Here's a scenario every new brand hits once: the fabric's cut, the garments are ready to finish — and the labels haven't arrived. Because labels are sewn in during production, a late label delivery holds up the entire run. Understanding lead times means you order at the right moment and never get caught out.
This guide covers the two parts of label turnaround, what affects the speed, and how to plan labels into your production schedule.
Turnaround has two parts
- Adds a few days
- You approve colour, feel, size
- Time well spent — prevents wrong bulk
- Varies by type & quantity
- Woven takes longer than printed
- Larger runs take longer
What affects lead time
- Label type — woven needs weaving setup; printed and heat-transfer are usually faster
- Quantity — larger runs take longer to produce
- Finish & fold — special finishes add steps
- Approval speed — how fast you sign off the sample
- Production load — current demand
Two levers are in your control. A complete brief up front (so the first sample is close) and fast sample approval are the two things that most reduce your total lead time. Everything else is largely fixed by type and quantity.

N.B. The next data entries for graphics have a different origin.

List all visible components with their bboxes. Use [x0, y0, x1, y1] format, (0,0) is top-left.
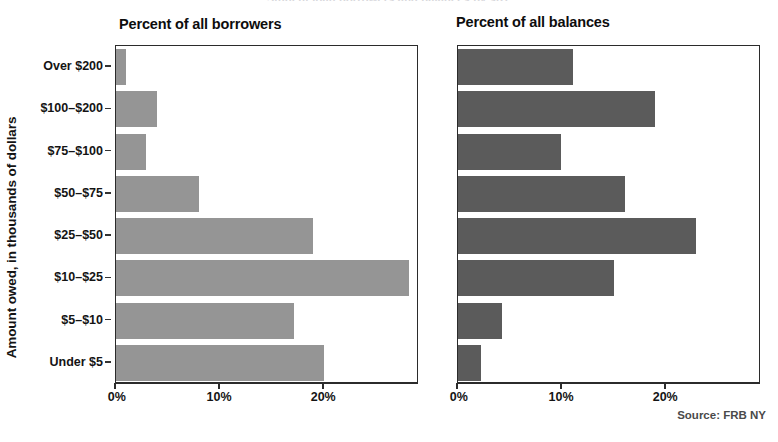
x-axis-borrowers: 0%10%20%: [115, 383, 418, 405]
source-note: Source: FRB NY: [677, 409, 766, 421]
plot-area-balances: [457, 45, 760, 383]
y-axis-tick-labels: Over $200$100–$200$75–$100$50–$75$25–$50…: [26, 45, 111, 383]
y-tick-label: $100–$200: [40, 101, 103, 115]
bar-row: [116, 91, 418, 127]
x-tick-label: 10%: [549, 390, 574, 404]
bar-row: [458, 134, 760, 170]
bar-row: [116, 218, 418, 254]
bar: [458, 134, 561, 170]
bar: [116, 91, 157, 127]
bar: [458, 176, 625, 212]
x-tick-label: 20%: [653, 390, 678, 404]
bar-row: [458, 91, 760, 127]
bar-row: [458, 218, 760, 254]
bar-row: [458, 49, 760, 85]
bar: [116, 260, 409, 296]
bar-row: [458, 345, 760, 381]
x-tick-label: 20%: [311, 390, 336, 404]
bar: [116, 303, 294, 339]
bar: [458, 49, 573, 85]
y-tick-label: $10–$25: [54, 270, 103, 284]
bar-row: [116, 176, 418, 212]
bar-row: [458, 303, 760, 339]
bar: [116, 345, 324, 381]
bar: [116, 49, 126, 85]
y-tick-label: Under $5: [50, 355, 104, 369]
x-tick-label: 0%: [450, 390, 468, 404]
y-tick-mark: [105, 234, 111, 236]
bar: [458, 303, 502, 339]
bar-row: [116, 49, 418, 85]
bar: [458, 91, 655, 127]
panel-title-borrowers: Percent of all borrowers: [119, 16, 281, 32]
bar-row: [116, 303, 418, 339]
y-tick-label: Over $200: [43, 59, 103, 73]
x-tick-label: 10%: [207, 390, 232, 404]
x-axis-line: [115, 383, 418, 384]
y-axis-title: Amount owed, in thousands of dollars: [0, 95, 24, 380]
bar: [116, 176, 199, 212]
y-tick-label: $5–$10: [61, 313, 103, 327]
y-tick-label: $75–$100: [47, 144, 103, 158]
y-tick-mark: [105, 150, 111, 152]
y-tick-label: $25–$50: [54, 228, 103, 242]
y-tick-mark: [105, 361, 111, 363]
x-axis-balances: 0%10%20%: [457, 383, 760, 405]
y-tick-mark: [105, 277, 111, 279]
bar-row: [458, 260, 760, 296]
y-tick-mark: [105, 108, 111, 110]
panel-title-balances: Percent of all balances: [456, 14, 610, 30]
y-tick-mark: [105, 319, 111, 321]
bar-row: [116, 345, 418, 381]
bar: [458, 260, 614, 296]
x-tick-label: 0%: [108, 390, 126, 404]
y-tick-mark: [105, 65, 111, 67]
y-tick-mark: [105, 192, 111, 194]
bar-row: [458, 176, 760, 212]
y-axis-title-label: Amount owed, in thousands of dollars: [5, 117, 20, 359]
clipped-figure-header: Student loan borrowers and balances by s…: [0, 0, 778, 1]
bar-row: [116, 260, 418, 296]
bar-row: [116, 134, 418, 170]
bar: [116, 134, 146, 170]
bar: [116, 218, 313, 254]
y-tick-label: $50–$75: [54, 186, 103, 200]
x-axis-line: [457, 383, 760, 384]
bar: [458, 345, 481, 381]
plot-area-borrowers: [115, 45, 418, 383]
bar: [458, 218, 696, 254]
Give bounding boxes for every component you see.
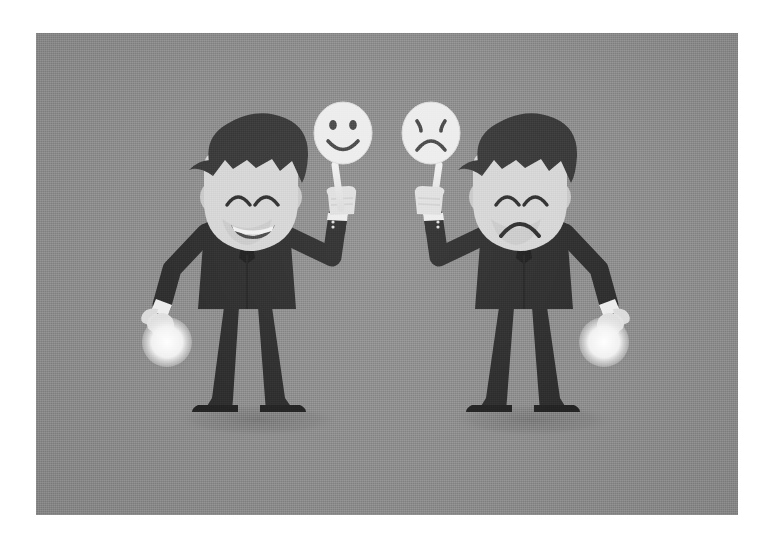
illustration-panel	[36, 33, 738, 515]
left-orb	[142, 317, 192, 367]
right-man-legs	[466, 307, 580, 412]
left-businessman[interactable]	[141, 113, 356, 412]
right-orb	[579, 317, 629, 367]
right-man-gripping-hand	[415, 186, 445, 215]
happy-mask-eye-right	[349, 120, 357, 130]
happy-mask-eye-left	[329, 120, 337, 130]
illustration-caption: Two cartoon businessmen holding emotion …	[0, 0, 1, 1]
left-man-legs	[192, 307, 306, 412]
screenshot-canvas: Two cartoon businessmen holding emotion …	[0, 0, 773, 544]
illustration-scene	[36, 33, 738, 515]
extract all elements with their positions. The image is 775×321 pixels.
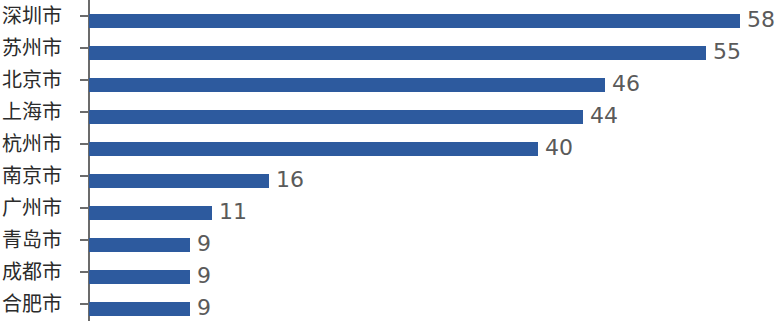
chart-row: 成都市 9 bbox=[0, 256, 775, 288]
bar bbox=[89, 238, 190, 252]
bar bbox=[89, 270, 190, 284]
chart-row: 南京市 16 bbox=[0, 160, 775, 192]
axis-tick bbox=[80, 47, 89, 49]
bar-value-label: 55 bbox=[713, 38, 741, 66]
bar-value-label: 11 bbox=[219, 198, 247, 226]
bar-value-label: 9 bbox=[197, 262, 211, 290]
category-label: 杭州市 bbox=[0, 128, 78, 160]
bar bbox=[89, 206, 212, 220]
bar bbox=[89, 78, 605, 92]
bar-value-label: 40 bbox=[545, 134, 573, 162]
bar-value-label: 9 bbox=[197, 230, 211, 258]
axis-tick bbox=[80, 303, 89, 305]
category-label: 南京市 bbox=[0, 160, 78, 192]
bar bbox=[89, 174, 269, 188]
bar-value-label: 46 bbox=[612, 70, 640, 98]
chart-row: 深圳市 58 bbox=[0, 0, 775, 32]
axis-tick bbox=[80, 79, 89, 81]
category-label: 合肥市 bbox=[0, 288, 78, 320]
bar bbox=[89, 142, 538, 156]
bar bbox=[89, 14, 740, 28]
chart-row: 北京市 46 bbox=[0, 64, 775, 96]
chart-row: 苏州市 55 bbox=[0, 32, 775, 64]
category-label: 广州市 bbox=[0, 192, 78, 224]
category-label: 上海市 bbox=[0, 96, 78, 128]
axis-tick bbox=[80, 143, 89, 145]
horizontal-bar-chart: 深圳市 58 苏州市 55 北京市 46 上海市 44 杭州市 40 南京市 1… bbox=[0, 0, 775, 321]
chart-row: 青岛市 9 bbox=[0, 224, 775, 256]
category-label: 青岛市 bbox=[0, 224, 78, 256]
bar-value-label: 16 bbox=[276, 166, 304, 194]
category-label: 苏州市 bbox=[0, 32, 78, 64]
bar-value-label: 44 bbox=[590, 102, 618, 130]
axis-tick bbox=[80, 111, 89, 113]
bar-value-label: 9 bbox=[197, 294, 211, 321]
bar bbox=[89, 46, 706, 60]
chart-row: 合肥市 9 bbox=[0, 288, 775, 320]
chart-row: 上海市 44 bbox=[0, 96, 775, 128]
axis-tick bbox=[80, 15, 89, 17]
axis-tick bbox=[80, 239, 89, 241]
bar-value-label: 58 bbox=[747, 6, 775, 34]
bar bbox=[89, 110, 583, 124]
axis-tick bbox=[80, 175, 89, 177]
axis-tick bbox=[80, 207, 89, 209]
category-label: 成都市 bbox=[0, 256, 78, 288]
axis-tick bbox=[80, 271, 89, 273]
category-label: 深圳市 bbox=[0, 0, 78, 32]
chart-row: 广州市 11 bbox=[0, 192, 775, 224]
category-label: 北京市 bbox=[0, 64, 78, 96]
chart-row: 杭州市 40 bbox=[0, 128, 775, 160]
bar bbox=[89, 302, 190, 316]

Printed is faster than woven
Printed and heat-transfer labels are generally quicker because they skip the weaving setup woven labels need. For a tight deadline, a printed or heat-transfer label can be the faster choice; woven is worth the extra time when you want its premium look and durability. Compare the trade-offs in our woven vs printed vs satin guide.
Planning labels into your schedule
Work backwards from your dispatch date:
When garments must ship.
Labels are sewn in here — they must have arrived.

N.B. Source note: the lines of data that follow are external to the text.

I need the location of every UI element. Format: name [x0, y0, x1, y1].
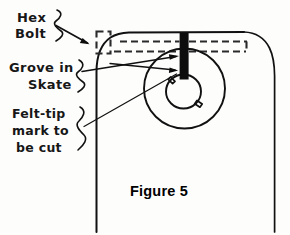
hex-bolt-rect	[97, 32, 111, 54]
hex-bolt-leader	[56, 26, 90, 45]
groove-line2: Skate	[28, 77, 72, 92]
bolt-bar	[180, 33, 189, 80]
hex-bolt-line1: Hex	[17, 10, 46, 25]
annotation-groove-in-skate: Grove in Skate	[9, 60, 85, 92]
annotation-felt-tip: Felt-tip mark to be cut	[12, 106, 86, 155]
hub-nub-right	[195, 101, 203, 108]
annotation-hex-bolt: Hex Bolt	[15, 10, 63, 41]
hex-bolt-line2: Bolt	[15, 26, 46, 41]
figure-caption: Figure 5	[130, 183, 188, 199]
felt-tip-leader	[84, 74, 177, 127]
figure-illustration: Hex Bolt Grove in Skate Felt-tip mark to…	[0, 0, 290, 235]
felt-tip-line3: be cut	[16, 140, 62, 155]
figure-drawing-canvas: Hex Bolt Grove in Skate Felt-tip mark to…	[0, 0, 290, 235]
groove-line1: Grove in	[9, 60, 74, 75]
felt-tip-line2: mark to	[12, 123, 69, 138]
felt-tip-line1: Felt-tip	[12, 106, 66, 121]
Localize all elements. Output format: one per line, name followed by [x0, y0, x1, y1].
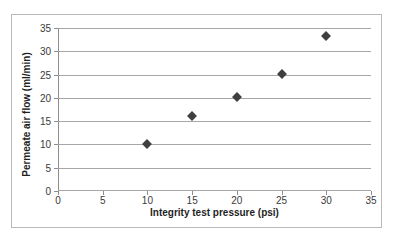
plot-area: 0510152025303505101520253035: [58, 28, 371, 191]
y-axis-line: [58, 28, 59, 191]
y-axis-title: Permeate air flow (ml/min): [21, 35, 32, 195]
data-point-marker: [321, 31, 331, 41]
x-axis-tick-label: 15: [187, 195, 198, 206]
y-axis-tick: [54, 28, 58, 29]
y-axis-tick-label: 35: [40, 23, 51, 34]
x-axis-tick-label: 25: [276, 195, 287, 206]
x-axis-tick-label: 30: [321, 195, 332, 206]
y-axis-tick-label: 20: [40, 92, 51, 103]
x-axis-tick-label: 0: [55, 195, 61, 206]
y-axis-tick-label: 30: [40, 46, 51, 57]
gridline-horizontal: [58, 75, 371, 76]
y-axis-tick-label: 0: [45, 186, 51, 197]
data-point-marker: [142, 139, 152, 149]
gridline-horizontal: [58, 28, 371, 29]
gridline-horizontal: [58, 121, 371, 122]
chart-container: Permeate air flow (ml/min) 0510152025303…: [11, 14, 382, 228]
y-axis-tick: [54, 168, 58, 169]
y-axis-tick-label: 25: [40, 69, 51, 80]
x-axis-title: Integrity test pressure (psi): [58, 207, 371, 218]
y-axis-tick: [54, 51, 58, 52]
data-point-marker: [187, 111, 197, 121]
data-point-marker: [277, 69, 287, 79]
y-axis-tick-label: 15: [40, 116, 51, 127]
gridline-horizontal: [58, 51, 371, 52]
y-axis-tick: [54, 75, 58, 76]
y-axis-tick: [54, 121, 58, 122]
gridline-horizontal: [58, 144, 371, 145]
x-axis-line: [58, 190, 371, 191]
gridline-horizontal: [58, 98, 371, 99]
x-axis-tick-label: 35: [365, 195, 376, 206]
y-axis-tick: [54, 144, 58, 145]
y-axis-tick: [54, 98, 58, 99]
x-axis-tick-label: 10: [142, 195, 153, 206]
x-axis-tick-label: 5: [100, 195, 106, 206]
y-axis-tick-label: 5: [45, 162, 51, 173]
y-axis-tick-label: 10: [40, 139, 51, 150]
data-point-marker: [232, 92, 242, 102]
x-axis-tick-label: 20: [231, 195, 242, 206]
gridline-horizontal: [58, 168, 371, 169]
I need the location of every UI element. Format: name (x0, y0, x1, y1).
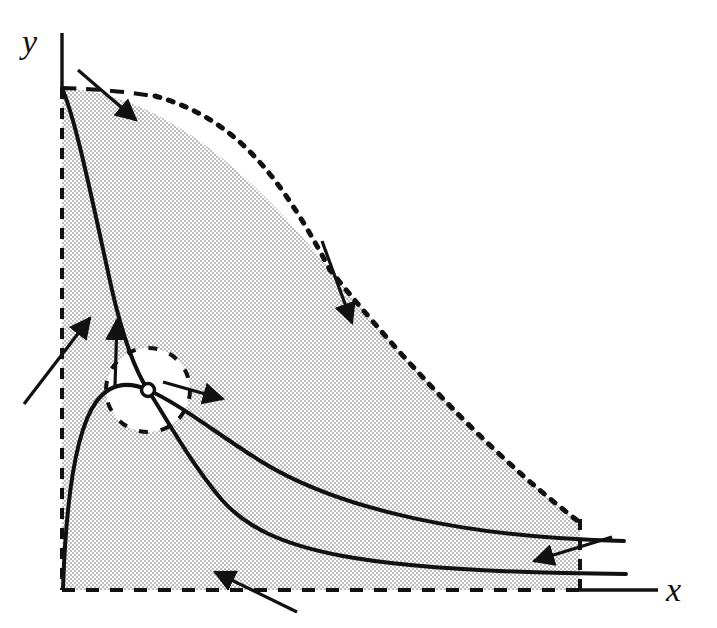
x-axis-label: x (665, 571, 681, 608)
equilibrium-point (142, 384, 155, 397)
phase-plane-diagram: y x (0, 0, 717, 628)
y-axis-label: y (19, 23, 38, 60)
figure-root: y x (0, 0, 717, 628)
flow-arrow-vertical (115, 320, 117, 386)
scan-artifact-text (350, 0, 354, 12)
shaded-trapping-region (50, 70, 610, 610)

Allow production and shipping time.
Order early enough to sample and approve calmly.
The classic mistake: leaving labels to the last minute and holding up an otherwise-ready garment run. Order as soon as your artwork is final and build a buffer for sampling and approval.
Getting labels faster
- Pick a faster method — printed or heat-transfer for tight deadlines
- Send complete artwork — so the first sample is right
- Approve immediately — the biggest lever on speed
- Keep it simple — fewer special finishes, fewer steps
- Share your deadline up front — so production is planned around it
The short answer
Label turnaround is sampling (a few days to approve colour and feel) plus bulk production (varies by type and quantity, with woven slower than printed). Because labels are sewn in during production, order early enough that they arrive before finishing — work backwards from your dispatch date and build a sampling buffer. The two speed levers in your control are a complete brief and fast sample approval. Tell us your deadline up front and we'll plan production to hit it.